Tuesday, September 11, 2012

a road trip! Part 4

Besides all of the revolutionary significance in the area there is a rich literary history as well. In Concord in the mid-1800s the Transcendental movement was in full swing supported and spurred on by local heroes Louisa May Alcott, her father Bronson, Henry David Thoreau, Ralph Waldo Emerson, and Nathaniel Hawthorne. Not only were they literary giants but they were philosophers and trend-setters; naturalists, vegetarians, abolitionists.

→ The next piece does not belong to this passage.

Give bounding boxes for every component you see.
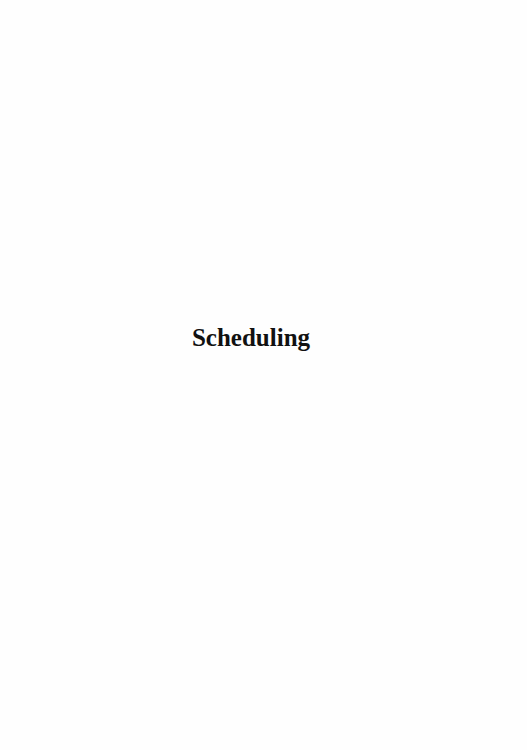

Their homes are all open for tours now and you can see where Hawthorne's wife inscribed poems and thoughts on the window panes of the Old Manse with her diamond ring. But my favorite was Orchard House, the home immortalized in Louisa May Alcott's classic Little Women. She modeled the story after the portion of her own life spent with her sisters in the home and walking its halls is like stepping into the story. Amy's drawings (Alcott's artistic sister was actually named May) are all over the house scrawled on firescreens and door frames. Beth's piano is in the corner. Alcott's/Jo's writing desk is under the window. It's so amazing to be able to see where and get a taste of how such classics were created.

The Old Manse
Orchard House




I first read Walden in high school and I've returned to it many times over the years.  There's just something about it that speaks to me on various levels. So I was thrilled to visit the site of the famous cabin and walk along the banks of pond for myself. I was surprised at how big it was (in my mind 'pond' = 'little') and to see people swimming and rafting and sunbathing. But the woods were beautiful and still and there were pockets of privacy even along the shoreline where you could almost imagine what Thoreau's view might have been like all those years ago.


In the sunshine and the stillness one could easily understand his sentiments, "I never found the companion that was so companionable as solitude."

I'll leave you with a few more of my favorite words from Walden:

No method nor discipline can supersede the necessity of being forever on the alert.

Books are the treasured wealth of the world and the fit inheritance of generations and nations.

In the long run men hit only what they aim at. Therefore, though they should fail immediately, they had better aim at something high.

I went to the woods because I wished to live deliberately, to front only the essential facts of life, and see if I could not learn what it had to teach, and not, when I came to die, discover that I had not lived.